Scripts can reach databases, custom YAML configs, HTTP endpoints, Discord webhooks and audio/archive code. Treat all script-provided names, paths, URLs and serialized content as untrusted input even when scripts are normally written by server administrators.

  • Resolve file paths and verify that the final full path remains inside the intended SER subdirectory.
  • Reject rooted paths and .. traversal.
  • Database JSON uses a restricted serialization binder; keep its explicit type allowlist narrow when adding new persisted values.
  • Persist game structs through stable SER representations rather than serializing wrapper objects directly. Colors are stored as canonical hex strings and parsed back into ColorValue instances.
  • Put timeouts and response-size limits on network operations.
  • Keep asynchronous operations attached to script cancellation/error handling.
  • Audit embedded/transitive dependencies, because selected DLLs are packed into the plugin assembly.

14. Generated artifacts and embedded resources

Builder.CreateFiles() produces:

  • ser_method_info.js, a JSON-like truth table of methods and arguments;
  • SER Visual Editor.html, a Blockly-based visual script editor.

The build embeds example scripts and selected dependencies (NCalc, Newtonsoft.Json, AudioPlayerApi, NVorbis, SharpCompress) into the plugin assembly. It also attempts to embed SER and API XML documentation used by help generation.

Before publishing, inspect the final DLL's manifest resources and confirm that required examples, dependency DLLs and XML files are present. Test from a clean checkout/build directory so stale XML or generated output cannot mask packaging problems.

15. Pre-release checklist

Automated/local

  • git status --short contains only intended source/documentation changes.
  • dotnet --info accepts global.json and selects the intended SDK.
  • Restore succeeds from a clean NuGet cache or CI agent.
  • Release, EXILED, Full Debug and Partial Debug all build with zero warnings.
  • Build-time validation compiles every embedded example.
  • dotnet list SER.csproj package --vulnerable --include-transitive reports no accepted-unreviewed vulnerability.
  • Final LabAPI and EXILED assemblies contain the intended embedded resources.
  • Version, changelog/release notes, README, language specification, examples and in-game help agree.

Clean-server smoke test

  • Enable and disable the plugin without retained event handlers or coroutines.
  • Generate at least two maps and verify callbacks/commands execute exactly once.
  • Load valid scripts, reject malformed scripts and reject duplicate filenames cleanly.
  • Run event, command, function, loop, callback and returning-method examples.
  • Stop/reload scripts while they are waiting or performing network work.
  • Exercise cancellable event disable/enable behavior and verify returned values.
  • Create/read/update databases and configs, including malicious path inputs.
  • Test HTTP/Discord failures, timeouts and invalid JSON.
  • Test with no optional frameworks, then with each supported framework combination.
  • Repeat the matrix for both LabAPI and EXILED artifacts.

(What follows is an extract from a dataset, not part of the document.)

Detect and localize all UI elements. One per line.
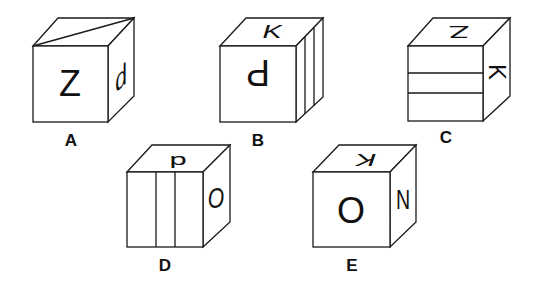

16. Current validation limits

The build-time example validator proves that the assembly can be loaded, core method registration succeeds, and shipped examples compile. It does not currently prove:

  • plugin enable/disable symmetry;
  • behavior across repeated maps or hot reloads;
  • real LabAPI/EXILED event compatibility;
  • correctness of return values and game mutations;
  • coroutine cancellation and asynchronous exception handling;
  • filesystem containment, network limits or serialization safety;
  • generated editor behavior in a browser.

Changes in these areas require targeted tests or a clean-server smoke test even when every build is green.